Yvette Corlett (nee Williams), New Zealand's first woman Olympic champion, will always have her supporters. She was the trailblazer, and she had enormous versatility on her side.
Peter Snell won three Olympic gold medals and bestrode his running era like a colossus. Watch the old film of him burning up the tracks of the early 1960s, all raw power. He had the ability to make other good quality runners look ordinary and was named New Zealand's athlete of the last century.
No quibble there, but even the legendary Snell did get beaten occasionally, which Adams hasn't done for almost five years.
Children born the day Adams was last beaten are now into their second year at primary school.
Adams equalled Val Young's Commonwealth record of three gold, and one silver shot put medal at Hampden Park.
Throw in two Olympic titles, four worlds and it's becoming a record which surely will take on an imperishable quality in the years to come.
The whole argument about being the best is completely subjective.
Widen out the topic beyond athletics and giants of their sports, such as Colin Meads and Richard Hadlee, will attract talk of their claims to superiority.
But it doesn't really matter. New Zealand has been blessed with many genuine champions, both sexes, across a range of sports. They should be savoured for their distinctive qualities.
It's a bit like a Halberg award vote. How to compare a rower with a swimmer, a runner, a sailor, and a cyclist. You can't, not really. So you go with your own values system, how much weight you attach to a performance, or series of performances.
It doesn't mean you're right, except in your own mind.
So why not just leave it at this: if Adams chose to walk away from her sport today, she will sit at the pinnacle of New Zealand sporting achievement. And yet she's got so much more to come.
Then let personal subjectivity take over.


### REQUIRED ACTION
Please return the listing exactly as written, but without its pictures.

### TASK INPUTS
______________________________

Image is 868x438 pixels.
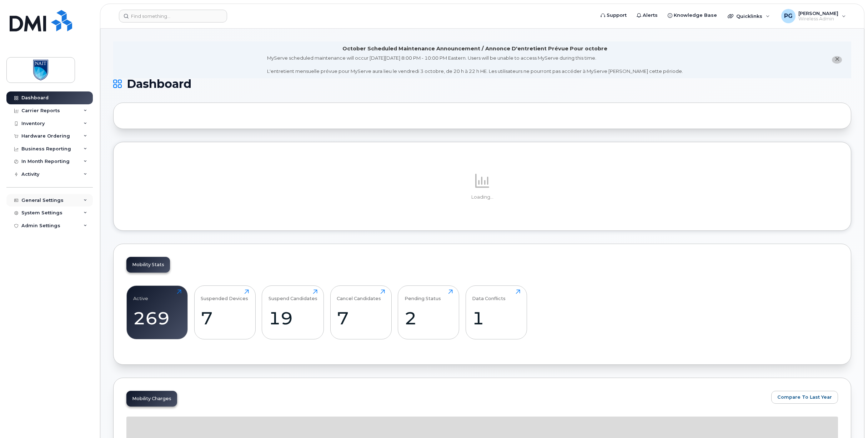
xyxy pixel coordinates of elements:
a: Pending Status2 [405,290,453,335]
p: Loading... [126,194,838,201]
div: Data Conflicts [472,290,505,301]
div: October Scheduled Maintenance Announcement / Annonce D'entretient Prévue Pour octobre [343,45,607,52]
a: Data Conflicts1 [472,290,521,335]
div: Pending Status [405,290,441,301]
span: Dashboard [127,79,192,89]
div: Suspended Devices [201,290,248,301]
span: Compare To Last Year [778,394,832,401]
button: Compare To Last Year [771,391,838,404]
div: Cancel Candidates [336,290,381,301]
div: 269 [133,308,181,329]
div: MyServe scheduled maintenance will occur [DATE][DATE] 8:00 PM - 10:00 PM Eastern. Users will be u... [267,54,683,74]
div: 1 [472,308,521,329]
a: Cancel Candidates7 [336,290,385,335]
a: Active269 [133,290,181,335]
div: Active [133,290,148,301]
div: 7 [201,308,249,329]
div: 2 [405,308,453,329]
div: 19 [269,308,317,329]
div: 7 [336,308,385,329]
a: Suspend Candidates19 [269,290,317,335]
button: close notification [832,56,842,63]
a: Suspended Devices7 [201,290,249,335]
div: Suspend Candidates [269,290,317,301]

______________________________

### SOLUTION BELOW
Image is 868x438 pixels.
xyxy pixel coordinates of elements:
a: Pending Status2 [405,290,453,335]
p: Loading... [126,194,838,201]
div: Data Conflicts [472,290,505,301]
div: October Scheduled Maintenance Announcement / Annonce D'entretient Prévue Pour octobre [343,45,607,52]
a: Data Conflicts1 [472,290,521,335]
div: Pending Status [405,290,441,301]
span: Dashboard [127,79,192,89]
div: Suspended Devices [201,290,248,301]
span: Compare To Last Year [778,394,832,401]
button: Compare To Last Year [771,391,838,404]
div: Cancel Candidates [336,290,381,301]
div: 269 [133,308,181,329]
div: MyServe scheduled maintenance will occur [DATE][DATE] 8:00 PM - 10:00 PM Eastern. Users will be u... [267,54,683,74]
div: 1 [472,308,521,329]
a: Cancel Candidates7 [336,290,385,335]
a: Active269 [133,290,181,335]
div: Active [133,290,148,301]
div: 7 [201,308,249,329]
div: 2 [405,308,453,329]
div: 19 [269,308,317,329]
div: 7 [336,308,385,329]
a: Suspend Candidates19 [269,290,317,335]
button: close notification [832,56,842,63]
a: Suspended Devices7 [201,290,249,335]
div: Suspend Candidates [269,290,317,301]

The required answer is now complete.